Proposal: Add option to pass in state for each API request
Cidan opened this issue · 5 comments
First of all, thank you for your amazing work on this library, it's great!
The library in general is written with single-user use cases in mind and doesn't work well in a multi-tenant system, i.e. a microservice which handles API calls for multiple users, bot id's, etc. This is because the state of all authentication mechanisms is stored within the instantiated object it self.
One option would be to create a new object per user, but this creates overhead, eliminates the possibility of some design patterns (i.e. singleton instantiation), and would require a tighter coupling of the driver to the authentication source.
Ideally, all authentication would be stateless and be passed in per call. At the very minimum, user and application tokens being passed in per API call would provide sufficient abstraction insofar that multiple users can be used on the same bot, concurrently, without having to create a new object for every user.
I'm curious to hear what you think @nicklaw5 about this proposal.
Thanks!
So I can understand your problem better, are you able to provide an example what you're trying to achieve with this library in its current state and the issues you're having?
Absolutely!
So what I've been working on is a decoupled system in which outbound Twitch API calls are processed in their own stand alone microservice via RPC's. Right now, if I want to call a Twitch API using this library, I would need to have some sort of locking mechanism to ensure concurrent use of the library isn't done across multiple users.
For example, let's say I have 200 users with 200 user tokens that have been granted permission to a bot. Every time I want to call the Twitch API for something, I would send an RPC to the microservice I wrote that contains your Twitch library. This service would then call your Twitch library with the end user credentials by first calling SetUserAccessToken
method on the client from your library.
The problem here is, I can't have multiple tokens in use concurrently across the same instantiation of this library, because the user token it self is stored as state in the library. I thus need to either implement locking so that only one user can use a client at a time, i.e. sync.Lock or client pooling.
Both solutions are undesirable as the API is stateless by nature -- there should be no need to lock or pool when the lowest level of the API (i.e. the http calls) is stateless.
What I propose is something like:
resp, err := client.GetUsers(
&helix.UsersParams{
IDs: []string{"26301881", "18074328"},
Logins: []string{"summit1g", "lirik"},
},
&helix.AuthOptions{
UserAccessToken: "some-access-token",
},
)
Does that clarify the problem?
Thanks!
I agree that is generally a good idea on the surface, but without diving in and having a deeper look I'm not sure what changes need to be implemented.
I'm also rather busy at the moment and not sure when I'll be able to have a look at this.
I'll take a look and outline what changes would need to be done in order to get this in place. At the very least, we should be able to measure the level of effort here.
I'm running into similar issues with wanting to have multitenant applications has this feature been abandoned?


* _Exercise details_: Repeat the records exactly, with one exception: no images.

*** Opening of Dataset excerpts ***

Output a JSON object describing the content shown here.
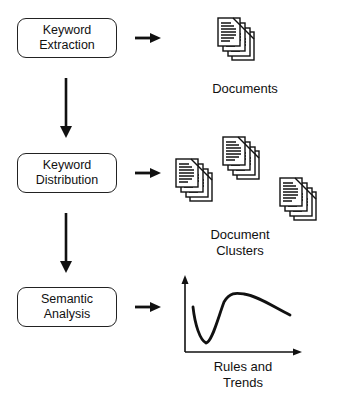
{
  "steps": [
    {
      "line1": "Keyword",
      "line2": "Extraction"
    },
    {
      "line1": "Keyword",
      "line2": "Distribution"
    },
    {
      "line1": "Semantic",
      "line2": "Analysis"
    }
  ],
  "outputs": [
    {
      "label": "Documents",
      "icon": "document-stack-icon"
    },
    {
      "label_line1": "Document",
      "label_line2": "Clusters",
      "icon": "document-clusters-icon"
    },
    {
      "label_line1": "Rules and",
      "label_line2": "Trends",
      "icon": "trend-chart-icon"
    }
  ],
  "colors": {
    "stroke": "#111111",
    "background": "#ffffff"
  }
}
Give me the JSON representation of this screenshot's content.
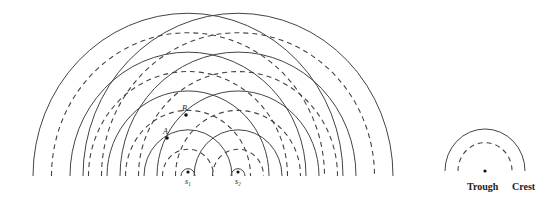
{
  "diagram": {
    "sources": [
      {
        "label": "S1",
        "display": "s₁",
        "x": 188,
        "y": 176
      },
      {
        "label": "S2",
        "display": "s₂",
        "x": 238,
        "y": 176
      }
    ],
    "crest_radii": [
      7,
      44,
      81,
      118,
      155
    ],
    "trough_radii": [
      25.5,
      62.5,
      99.5,
      136.5
    ],
    "points": [
      {
        "label": "A",
        "x": 167,
        "y": 138
      },
      {
        "label": "B",
        "x": 186,
        "y": 115
      }
    ],
    "legend": {
      "center": {
        "x": 485,
        "y": 171
      },
      "crest_radius": 40,
      "trough_radius": 27,
      "trough_label": "Trough",
      "crest_label": "Crest"
    },
    "colors": {
      "line": "#444444",
      "background": "#ffffff"
    }
  }
}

*** Close of Dataset excerpts ***

* _Exercise result_:
Output a JSON object describing the content shown here.
{
  "steps": [
    {
      "line1": "Keyword",
      "line2": "Extraction"
    },
    {
      "line1": "Keyword",
      "line2": "Distribution"
    },
    {
      "line1": "Semantic",
      "line2": "Analysis"
    }
  ],
  "outputs": [
    {
      "label": "Documents",
      "icon": "document-stack-icon"
    },
    {
      "label_line1": "Document",
      "label_line2": "Clusters",
      "icon": "document-clusters-icon"
    },
    {
      "label_line1": "Rules and",
      "label_line2": "Trends",
      "icon": "trend-chart-icon"
    }
  ],
  "colors": {
    "stroke": "#111111",
    "background": "#ffffff"
  }
}
Give me the JSON representation of this screenshot's content.
{
  "diagram": {
    "sources": [
      {
        "label": "S1",
        "display": "s₁",
        "x": 188,
        "y": 176
      },
      {
        "label": "S2",
        "display": "s₂",
        "x": 238,
        "y": 176
      }
    ],
    "crest_radii": [
      7,
      44,
      81,
      118,
      155
    ],
    "trough_radii": [
      25.5,
      62.5,
      99.5,
      136.5
    ],
    "points": [
      {
        "label": "A",
        "x": 167,
        "y": 138
      },
      {
        "label": "B",
        "x": 186,
        "y": 115
      }
    ],
    "legend": {
      "center": {
        "x": 485,
        "y": 171
      },
      "crest_radius": 40,
      "trough_radius": 27,
      "trough_label": "Trough",
      "crest_label": "Crest"
    },
    "colors": {
      "line": "#444444",
      "background": "#ffffff"
    }
  }
}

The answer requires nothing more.